Ephesians 6:11-14, James 4:7, Colossians 2:15
The Command to Stand
Paul's instructions in Ephesians 6 are dominated by one repeated command: stand.
"Put on the whole armour of God, that you may be able to stand against the schemes of the devil... that you may be able to withstand in the evil day, and having done all, to stand firm. Stand therefore..." (Ephesians 6:11-14).
The word appears four times in four verses. This is not accidental — it is the defining posture of spiritual warfare in the New Testament.
Standing, Not Storming
There is a significant and important difference between the defensive posture of Ephesians 6 and the aggressive, triumphalist approach to spiritual warfare that characterises some streams of contemporary Christianity. The New Testament's primary call is not to take ground but to hold it — not to storm Satan's strongholds in spiritual conflict, but to stand firm in Christ against the enemy's attacks.
This is not passivity. Standing firm in the face of sustained assault requires genuine courage, discipline, and perseverance. A soldier holding a critical position under pressure is not passive — they are doing the hardest thing possible.

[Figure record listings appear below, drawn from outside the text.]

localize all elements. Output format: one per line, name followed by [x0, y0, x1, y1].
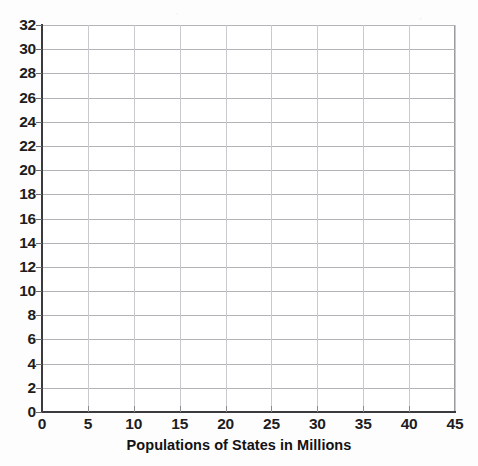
x-axis-tick-label: 10	[114, 416, 154, 432]
gridline-horizontal	[42, 267, 455, 268]
x-axis-tick-label: 5	[68, 416, 108, 432]
x-axis-tick-label: 30	[297, 416, 337, 432]
x-axis-tick	[409, 406, 410, 412]
chart-figure: 32302826242220181614121086420 0510152025…	[0, 0, 478, 466]
y-axis-tick-label: 18	[2, 186, 36, 202]
x-axis-tick-label: 40	[389, 416, 429, 432]
y-axis-tick	[36, 146, 42, 147]
gridline-vertical	[363, 25, 364, 412]
gridline-horizontal	[42, 146, 455, 147]
gridline-horizontal	[42, 388, 455, 389]
y-axis-tick	[36, 170, 42, 171]
gridline-vertical	[134, 25, 135, 412]
gridline-vertical	[88, 25, 89, 412]
x-axis-title: Populations of States in Millions	[0, 437, 478, 453]
x-axis-tick	[88, 406, 89, 412]
gridline-vertical	[271, 25, 272, 412]
y-axis-tick	[36, 243, 42, 244]
gridline-horizontal	[42, 49, 455, 50]
y-axis-tick	[36, 412, 42, 413]
gridline-horizontal	[42, 339, 455, 340]
y-axis-tick-label: 26	[2, 90, 36, 106]
y-axis-tick	[36, 267, 42, 268]
gridline-vertical	[180, 25, 181, 412]
gridline-horizontal	[42, 219, 455, 220]
plot-area	[42, 25, 455, 412]
x-axis-line	[41, 411, 456, 413]
gridline-vertical	[226, 25, 227, 412]
x-axis-tick	[363, 406, 364, 412]
y-axis-tick	[36, 315, 42, 316]
y-axis-tick-label: 10	[2, 283, 36, 299]
gridline-horizontal	[42, 315, 455, 316]
x-axis-tick-label: 45	[435, 416, 475, 432]
y-axis-tick-label: 4	[2, 356, 36, 372]
x-axis-tick-label: 35	[343, 416, 383, 432]
y-axis-tick-label: 14	[2, 235, 36, 251]
gridline-horizontal	[42, 364, 455, 365]
y-axis-tick	[36, 73, 42, 74]
y-axis-tick	[36, 98, 42, 99]
gridline-horizontal	[42, 73, 455, 74]
gridline-horizontal	[42, 243, 455, 244]
x-axis-tick-label: 25	[251, 416, 291, 432]
x-axis-tick-label: 15	[160, 416, 200, 432]
y-axis-tick	[36, 194, 42, 195]
y-axis-tick-label: 12	[2, 259, 36, 275]
y-axis-tick-label: 16	[2, 211, 36, 227]
y-axis-tick	[36, 122, 42, 123]
x-axis-tick	[226, 406, 227, 412]
y-axis-tick-label: 22	[2, 138, 36, 154]
y-axis-tick	[36, 339, 42, 340]
y-axis-tick-labels: 32302826242220181614121086420	[0, 0, 36, 466]
y-axis-tick	[36, 388, 42, 389]
y-axis-tick	[36, 291, 42, 292]
x-axis-tick-label: 0	[22, 416, 62, 432]
gridline-horizontal	[42, 170, 455, 171]
gridline-horizontal	[42, 291, 455, 292]
gridline-horizontal	[42, 25, 455, 26]
x-axis-tick	[134, 406, 135, 412]
x-axis-tick	[317, 406, 318, 412]
gridline-horizontal	[42, 98, 455, 99]
gridline-vertical	[317, 25, 318, 412]
y-axis-tick-label: 20	[2, 162, 36, 178]
y-axis-tick	[36, 364, 42, 365]
gridline-horizontal	[42, 194, 455, 195]
gridline-vertical	[409, 25, 410, 412]
x-axis-tick	[271, 406, 272, 412]
x-axis-tick	[180, 406, 181, 412]
y-axis-tick	[36, 219, 42, 220]
gridline-vertical	[455, 25, 456, 412]
y-axis-tick-label: 28	[2, 65, 36, 81]
y-axis-tick	[36, 49, 42, 50]
y-axis-tick	[36, 25, 42, 26]
y-axis-tick-label: 30	[2, 41, 36, 57]
y-axis-tick-label: 2	[2, 380, 36, 396]
y-axis-tick-label: 8	[2, 307, 36, 323]
y-axis-tick-label: 6	[2, 331, 36, 347]
gridline-horizontal	[42, 122, 455, 123]
y-axis-tick-label: 24	[2, 114, 36, 130]
x-axis-tick-label: 20	[206, 416, 246, 432]
y-axis-tick-label: 32	[2, 17, 36, 33]
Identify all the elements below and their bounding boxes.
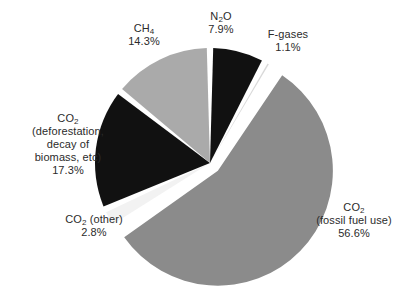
pie-label-ch4-name: CH4 bbox=[114, 22, 174, 35]
subscript: 2 bbox=[218, 15, 223, 24]
pie-label-n2o: N2O 7.9% bbox=[192, 10, 250, 36]
pie-label-co2-fossil-fuel-percent: 56.6% bbox=[310, 227, 398, 240]
subscript: 4 bbox=[150, 27, 155, 36]
pie-slices bbox=[95, 48, 333, 286]
subscript: 2 bbox=[74, 117, 79, 126]
pie-label-fgases-name: F-gases bbox=[254, 28, 322, 41]
pie-label-ch4: CH4 14.3% bbox=[114, 22, 174, 48]
pie-chart-figure: N2O 7.9% F-gases 1.1% CH4 14.3% CO2 (def… bbox=[0, 0, 402, 287]
pie-label-co2-other-name: CO2 (other) bbox=[42, 213, 146, 226]
pie-label-co2-deforestation-line3: decay of bbox=[14, 138, 122, 151]
pie-label-co2-fossil-fuel-line2: (fossil fuel use) bbox=[310, 214, 398, 227]
pie-label-co2-other-percent: 2.8% bbox=[42, 226, 146, 239]
pie-label-n2o-name: N2O bbox=[192, 10, 250, 23]
subscript: 2 bbox=[360, 206, 365, 215]
pie-label-co2-deforestation-name: CO2 bbox=[14, 112, 122, 125]
pie-label-fgases: F-gases 1.1% bbox=[254, 28, 322, 54]
pie-label-co2-deforestation-line2: (deforestation, bbox=[14, 125, 122, 138]
pie-label-ch4-percent: 14.3% bbox=[114, 35, 174, 48]
pie-label-n2o-percent: 7.9% bbox=[192, 23, 250, 36]
pie-label-co2-other: CO2 (other) 2.8% bbox=[42, 213, 146, 239]
subscript: 2 bbox=[82, 218, 87, 227]
pie-label-fgases-percent: 1.1% bbox=[254, 41, 322, 54]
pie-label-co2-deforestation-percent: 17.3% bbox=[14, 164, 122, 177]
pie-label-co2-fossil-fuel: CO2 (fossil fuel use) 56.6% bbox=[310, 201, 398, 240]
pie-label-co2-deforestation-line4: biomass, etc) bbox=[14, 151, 122, 164]
pie-label-co2-fossil-fuel-name: CO2 bbox=[310, 201, 398, 214]
pie-label-co2-deforestation: CO2 (deforestation, decay of biomass, et… bbox=[14, 112, 122, 177]
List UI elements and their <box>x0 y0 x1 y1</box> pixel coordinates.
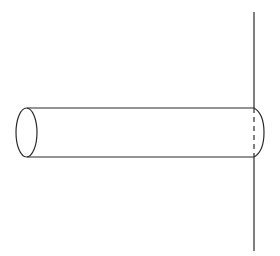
rod-right-cap-arc <box>254 108 264 157</box>
rod-left-cap <box>16 108 37 157</box>
rod-in-wall-diagram <box>0 0 280 256</box>
diagram-canvas <box>0 0 280 256</box>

What Standing Firm Requires
Knowing what you stand on. The soldier stands on ground already won by Christ — the finished work of the cross, the resurrection, the believer's union with Christ. "Having disarmed the powers and authorities, he made a public spectacle of them, triumphing over them by the cross." (Colossians 2:15). The ground is secure; the task is to remain on it.
Active resistance. "Resist the devil, and he will flee from you." (James 4:7). Active, deliberate resistance — not passive endurance. The devil does not retreat from mere inattention; he retreats from active faith-filled resistance.
Holding the community together. The armour of God is described in plural in the original Greek — "all of you" put on the armour. Spiritual warfare is not primarily an individual activity. The community of believers standing together is more robust than any individual standing alone.
Perseverance. The evil day of Ephesians 6:13 implies a sustained attack — a period of intense pressure that requires sustained resistance. The capacity to keep standing when the attack is prolonged is the mark of a mature spiritual warrior.